H. Rider Haggard: Allan Quatermain

14. CHAPTER XIV: THE FLOWER TEMPLE (continued)

And now before us, in all its marvellous splendour and dazzling loveliness, shone out the Temple of the Sun -- the peculiar pride of the Zu-Vendi, to whom it was what Solomon's, or rather Herod's, Temple was to the Jews. The wealth, and skill, and labour of generations had been given to the building of this wonderful place, which had been only finally completed within the last fifty years. Nothing was spared that the country could produce, and the result was indeed worthy of the effort, not so much on account of its size -- for there are larger fanes in the world -- as because of its perfect proportions, the richness and beauty of its materials, and the wonderful workmanship. The building (that stands by itself on a space of some eight acres of garden ground on the hilltop, around which are the dwelling-places of the priests) is built in the shape of a sunflower, with a dome-covered central hall, from which radiate twelve petal-shaped courts, each dedicated to one of the twelve months, and serving as the repositories of statues reared in memory of the illustrious dead. The width of the circle beneath the dome is three hundred feet, the height of the dome is four hundred feet, and the length of the rays is one hundred and fifty feet, and the height of their roofs three hundred feet, so that they run into the central dome exactly as the petals of the sunflower run into the great raised heart. Thus the exact measurement from the centre of the central altar to the extreme point of any one of the rounded rays would be three hundred feet (the width of the circle itself), or a total of six hundred feet from the rounded extremity of one ray or petal to the extremity of the opposite one. {Endnote 14}

The building itself is of pure and polished white marble, which shows out in marvellous contrast to the red granite of the frowning city, on whose brow it glistens indeed like an imperial diadem upon the forehead of a dusky queen. The outer surface of the dome and of the twelve petal courts is covered entirely with thin sheets of beaten gold; and from the extreme point of the roof of each of these petals a glorious golden form with a trumpet in its hand and widespread wings is figured in the very act of soaring into space. I really must leave whoever reads this to imagine the surpassing beauty of these golden roofs flashing when the sun strikes -- flashing like a thousand fires aflame on a mountain of polished marble -- so fiercely that the reflection can be clearly seen from the great peaks of the range a hundred miles away.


» Task goal:
Search term "WordPress": copy each line of the data containing it.

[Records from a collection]
=== Begin Enclosure ===
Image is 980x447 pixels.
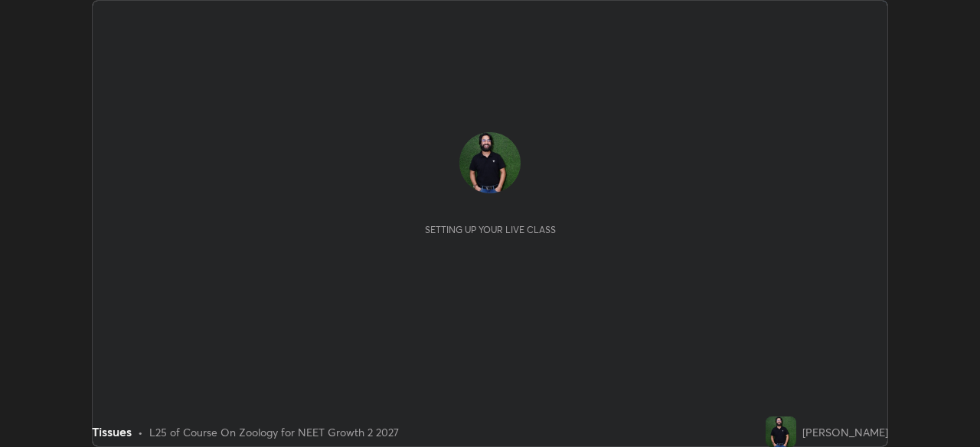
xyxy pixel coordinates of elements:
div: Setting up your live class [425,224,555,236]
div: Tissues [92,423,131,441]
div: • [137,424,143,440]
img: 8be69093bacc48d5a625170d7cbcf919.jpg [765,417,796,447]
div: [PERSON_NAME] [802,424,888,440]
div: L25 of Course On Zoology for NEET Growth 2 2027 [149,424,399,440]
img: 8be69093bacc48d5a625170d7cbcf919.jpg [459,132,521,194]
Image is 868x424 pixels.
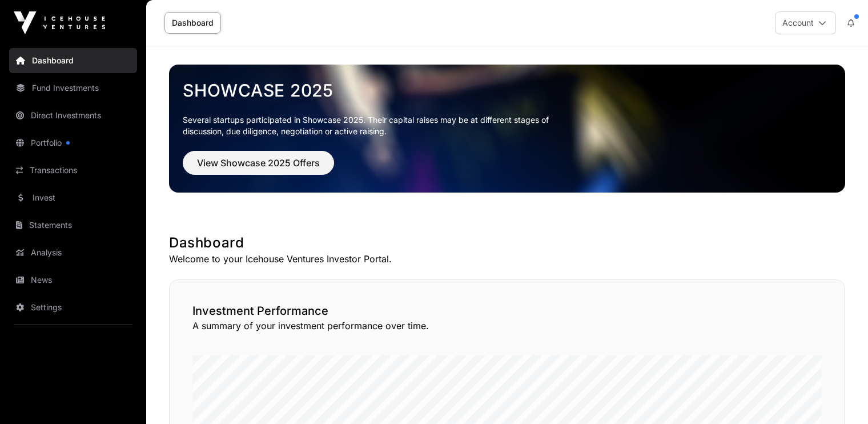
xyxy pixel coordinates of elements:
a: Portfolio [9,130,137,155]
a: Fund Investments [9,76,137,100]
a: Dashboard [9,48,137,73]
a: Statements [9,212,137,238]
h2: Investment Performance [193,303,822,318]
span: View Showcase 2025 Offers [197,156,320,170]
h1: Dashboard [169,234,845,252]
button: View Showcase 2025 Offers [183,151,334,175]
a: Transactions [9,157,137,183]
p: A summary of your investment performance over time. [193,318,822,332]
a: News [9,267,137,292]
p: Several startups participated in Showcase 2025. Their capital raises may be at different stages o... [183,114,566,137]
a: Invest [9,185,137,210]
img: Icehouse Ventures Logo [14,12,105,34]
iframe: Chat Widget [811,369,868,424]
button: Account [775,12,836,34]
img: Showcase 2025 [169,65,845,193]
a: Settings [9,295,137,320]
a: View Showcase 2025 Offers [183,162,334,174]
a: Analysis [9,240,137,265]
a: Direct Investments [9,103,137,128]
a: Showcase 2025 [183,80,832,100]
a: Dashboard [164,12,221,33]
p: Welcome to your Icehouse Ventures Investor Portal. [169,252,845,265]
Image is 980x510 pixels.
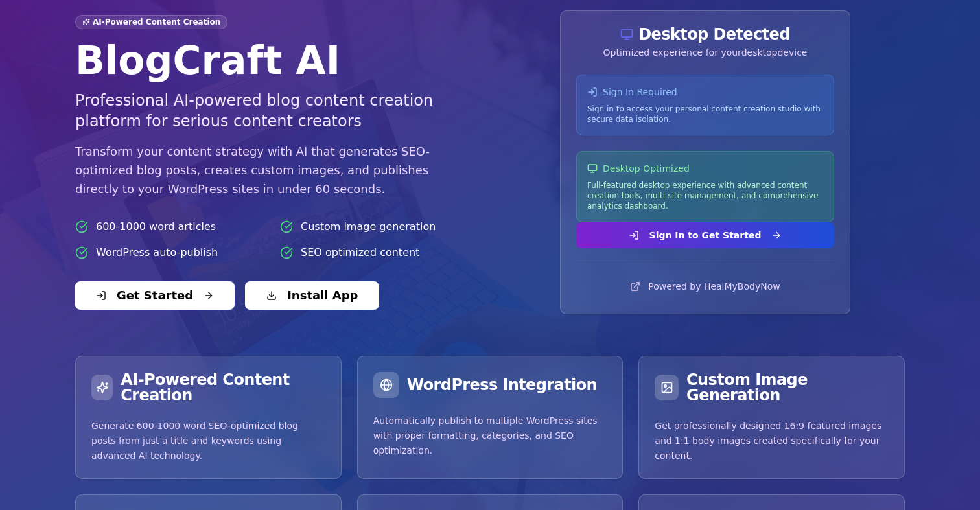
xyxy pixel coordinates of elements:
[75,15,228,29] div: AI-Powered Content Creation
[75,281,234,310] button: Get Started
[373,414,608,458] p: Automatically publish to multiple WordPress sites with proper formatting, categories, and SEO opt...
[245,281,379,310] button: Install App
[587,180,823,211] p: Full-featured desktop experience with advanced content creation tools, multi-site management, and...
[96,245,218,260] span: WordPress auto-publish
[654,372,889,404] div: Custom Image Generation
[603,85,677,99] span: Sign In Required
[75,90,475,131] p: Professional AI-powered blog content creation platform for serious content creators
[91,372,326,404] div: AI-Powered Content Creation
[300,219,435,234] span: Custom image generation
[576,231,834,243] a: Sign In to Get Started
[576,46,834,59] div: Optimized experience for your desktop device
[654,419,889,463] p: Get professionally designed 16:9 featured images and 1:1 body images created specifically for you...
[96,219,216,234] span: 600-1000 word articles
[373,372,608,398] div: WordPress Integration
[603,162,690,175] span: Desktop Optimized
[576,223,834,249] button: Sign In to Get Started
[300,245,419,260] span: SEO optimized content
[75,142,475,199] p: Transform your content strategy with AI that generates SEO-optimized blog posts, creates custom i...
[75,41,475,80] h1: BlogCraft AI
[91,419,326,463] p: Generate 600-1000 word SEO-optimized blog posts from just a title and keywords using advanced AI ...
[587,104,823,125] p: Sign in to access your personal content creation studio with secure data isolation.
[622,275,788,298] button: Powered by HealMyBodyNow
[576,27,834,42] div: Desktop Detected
=== End Enclosure ===
» Output for this task:
[373,414,608,458] p: Automatically publish to multiple WordPress sites with proper formatting, categories, and SEO opt...
[96,245,218,260] span: WordPress auto-publish
[373,372,608,398] div: WordPress Integration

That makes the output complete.